Types of Government Systems:



Types of Government Systems:

1. Oligarchic- government system controlled by a small group of people

2. Autocratic- a government system ruled by an absolute ruler or dictator

3. Democratic- a government system by which political control is shared by the people

Ways government systems distribute power:

1. Unitary Government- A government system in which the national government alone has sovereign authority.

2. Confederation- is an association of sovereign member states, that by treaty have delegated certain of their competences to common institutions, in order to coordinate their policies in a number of areas, without constituting a new state on top of the member states.

3. Federal- is a system in which the power to govern is shared between national and central (state) governments

Prominent forms of democratic governments:

1. Parliamentary- A parliamentary system is a system of government in which the ministers of the executive branch are drawn from the legislature and are accountable to that body, such that the executive and legislative branches are intertwined. In such a system, the head of government is both de facto chief executive and chief legislator.

Parliamentary systems are characterized by no clear-cut separation of powers between the executive and legislative branches, leading to a different set of checks and balances compared to those found in presidential systems. Parliamentary systems usually have a clear differentiation between the head of government and the head of state, with the head of government being the prime minister or premier, and the head of state often being a figurehead, often either a president (elected either popularly or by the parliament) or a hereditary monarch (often in a constitutional monarchy).

2. Presidential- A presidential system is a system of government where an executive branch exists and presides (hence the name) separately from the legislature, to which it is not accountable and which cannot, in normal circumstances, dismiss it.[1]

It owes its origins to the medieval monarchies of France, England and Scotland in which executive authority was vested in the Crown,[citation needed] not in meetings of the estates of the realm (i.e., parliament): the Estates-General of France, the Parliament of England or the Estates of Scotland. The concept of separate spheres of influence of the executive and legislature is specified in the Constitution of the United States, with the creation of the office of President of the United States elected separately from Congress.

Although not exclusive to republics, and applied in the case of semi-constitutional monarchies where a monarch exercises power (both as head of state and chief of the executive branch of government) alongside a legislature, the term is often associated with republican systems in the Americas.

Compare the parliamentary democracy of the State of Israel to the monarchy of the Kingdom of Saudi Arabia and the theocracy of the Islamic Republic of Iran:

Israel- has a parliamentary democracy with a unicameral (one-house) legislature called the Knesset (120 seats represented on a proportion of the population elected to four-year terms). President is largely ceremonial positions and is elected by the Knesset to seven year term. Prime Minister is elected or forms a coalition after parliamentary elections and is the Head of State of Israel and also a member of parliament.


Without the images, write out the entries word for word.

#### Data records

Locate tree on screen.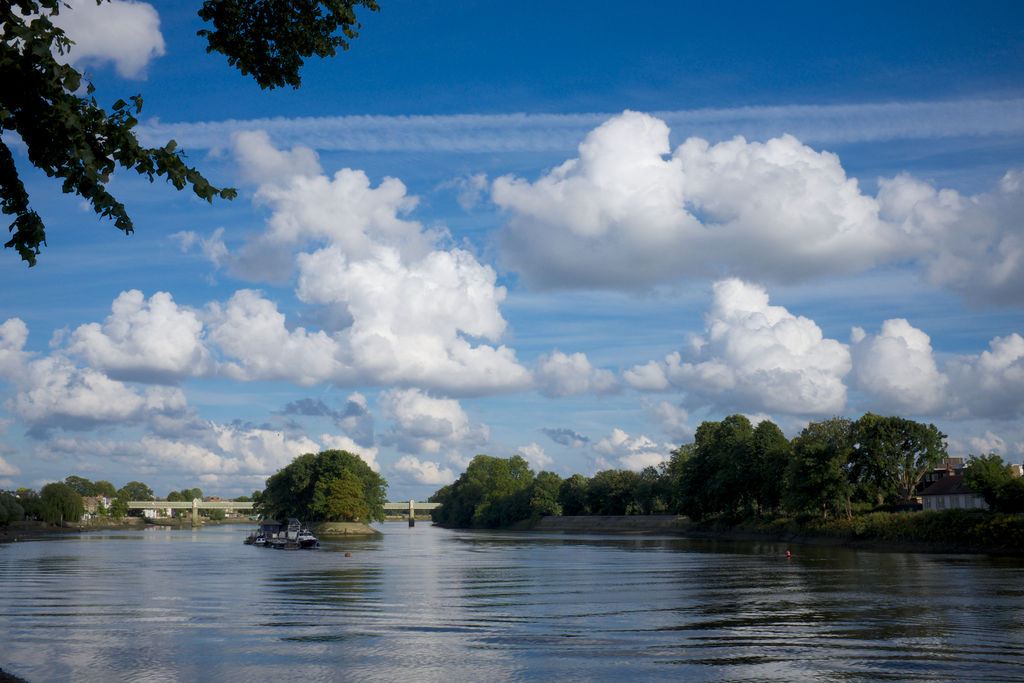
On screen at x1=781, y1=413, x2=860, y2=513.
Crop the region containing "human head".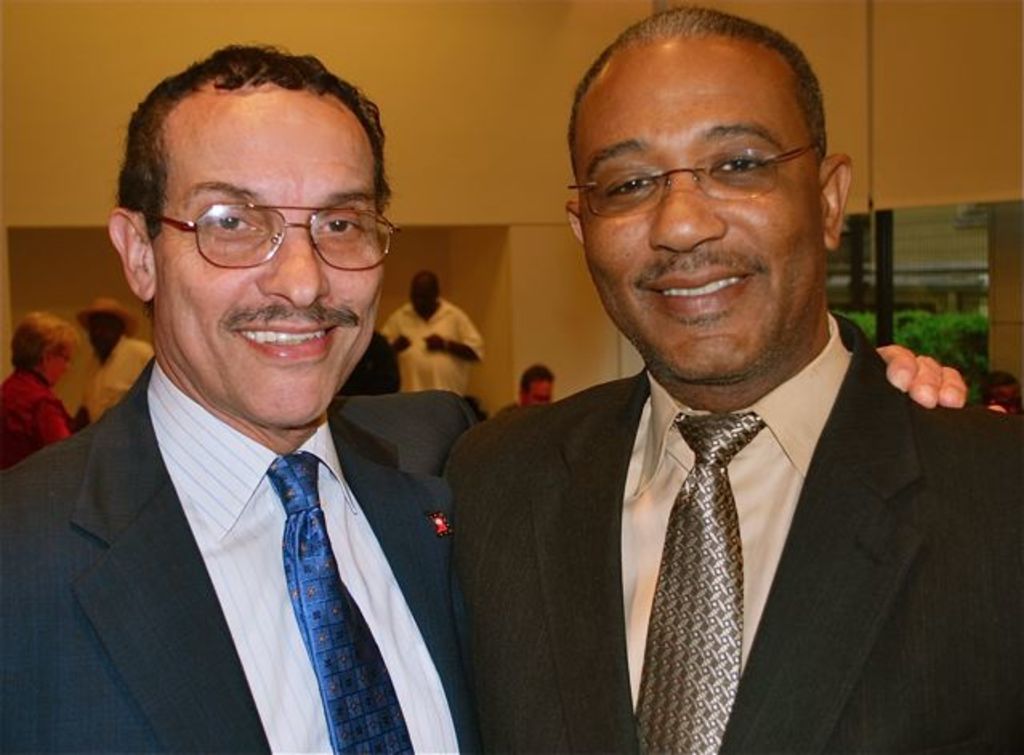
Crop region: 519:361:562:410.
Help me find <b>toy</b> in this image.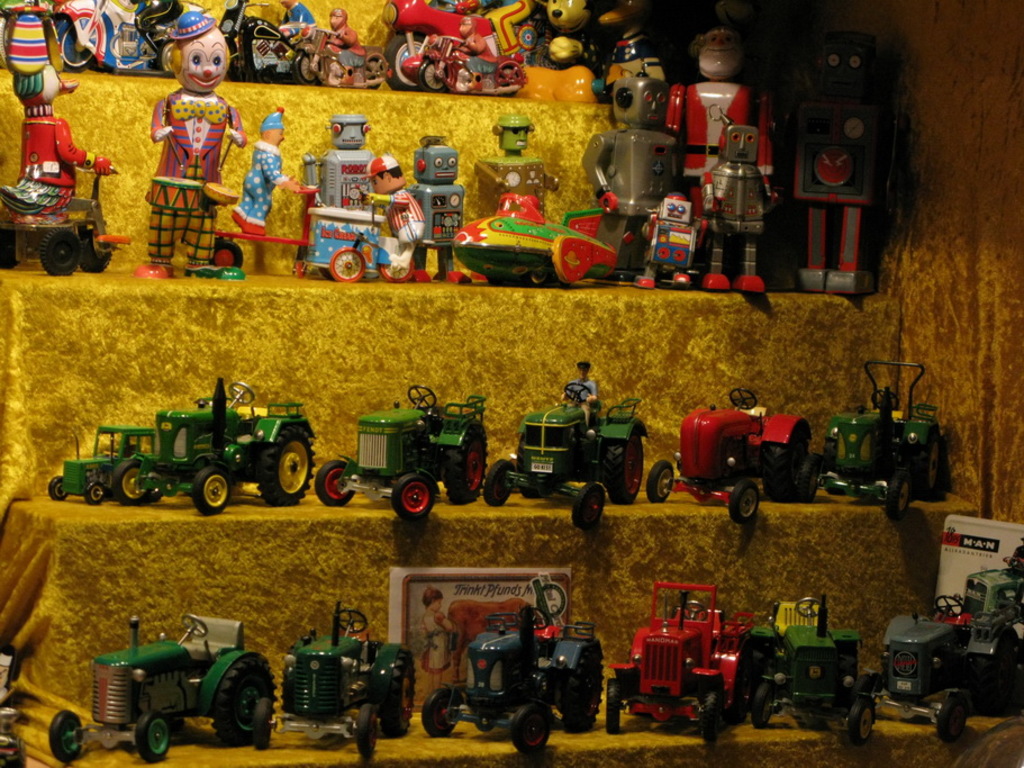
Found it: <box>736,588,862,735</box>.
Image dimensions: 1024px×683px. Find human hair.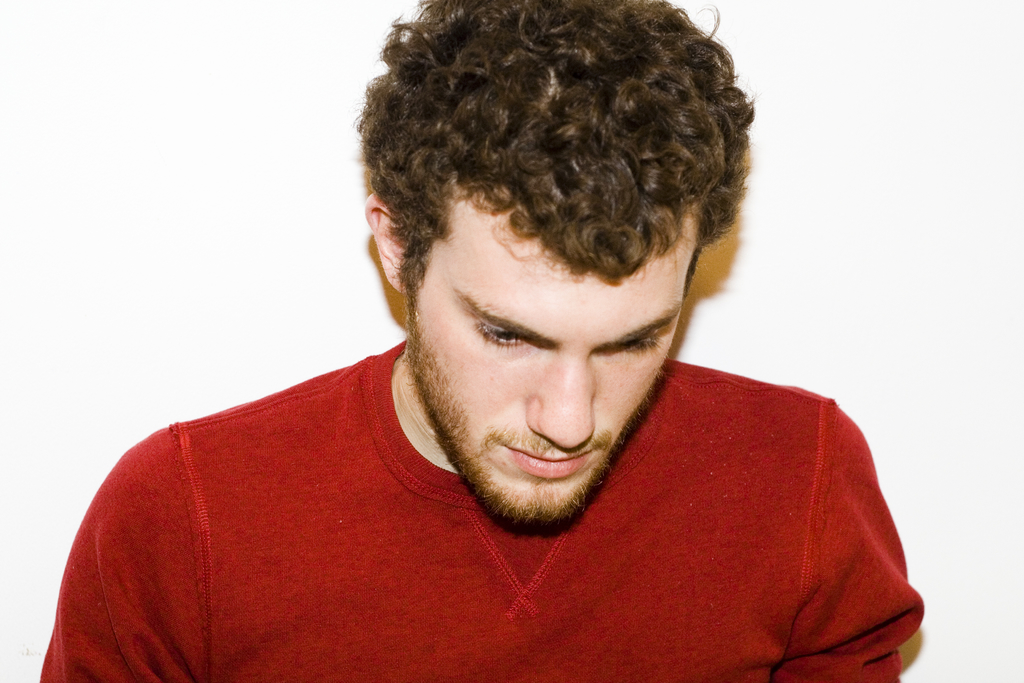
<bbox>341, 0, 733, 360</bbox>.
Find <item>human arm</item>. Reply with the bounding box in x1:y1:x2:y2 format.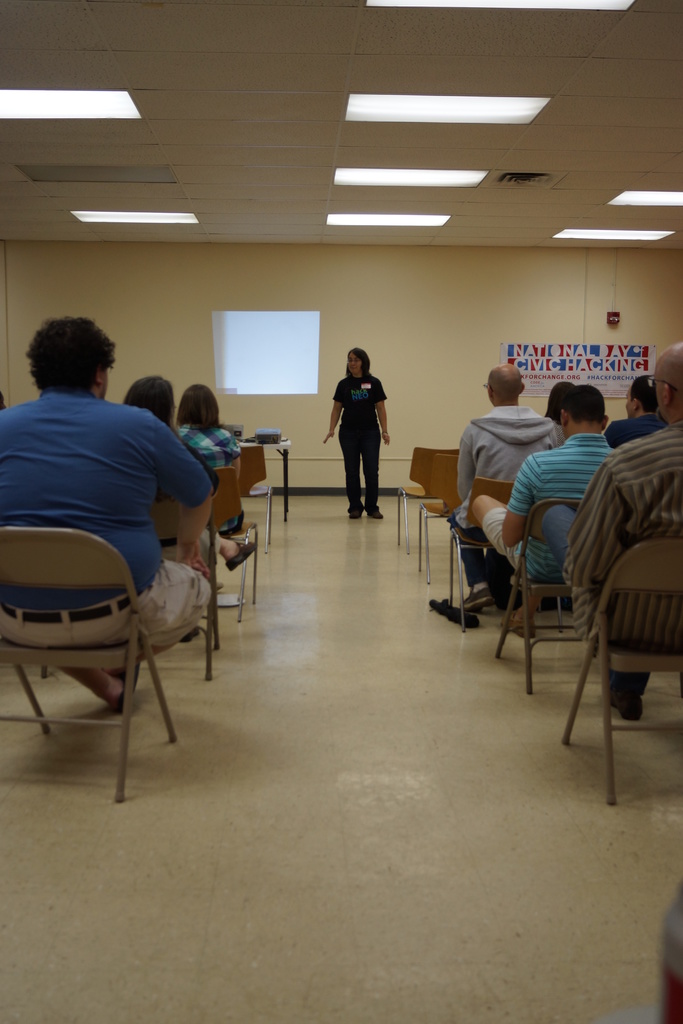
501:449:541:554.
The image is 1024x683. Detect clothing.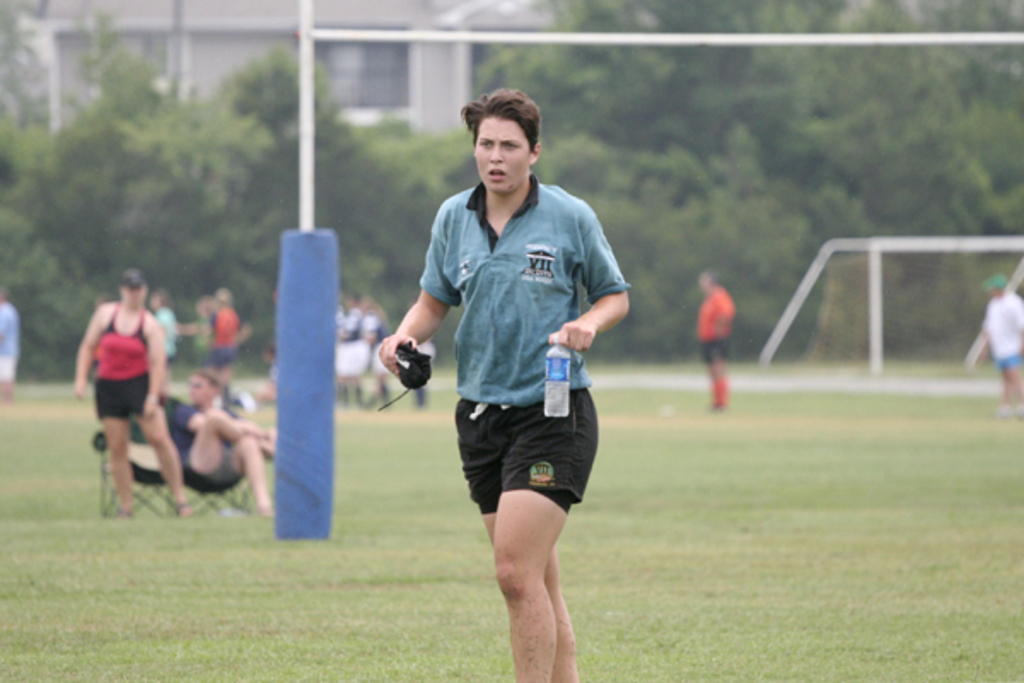
Detection: (x1=978, y1=292, x2=1022, y2=365).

########

- [Exercise output]
Locate tree on screen.
On screen at x1=781, y1=413, x2=860, y2=513.
Crop the region containing "human head".
Crop region: 519:361:562:410.
Help me find <b>toy</b> in this image.
Found it: <box>736,588,862,735</box>.
Image dimensions: 1024px×683px. Find human hair.
<bbox>341, 0, 733, 360</bbox>.
Find <item>human arm</item>. Reply with the bounding box in x1:y1:x2:y2 format.
501:449:541:554.
The image is 1024x683. Detect clothing.
Detection: (x1=978, y1=292, x2=1022, y2=365).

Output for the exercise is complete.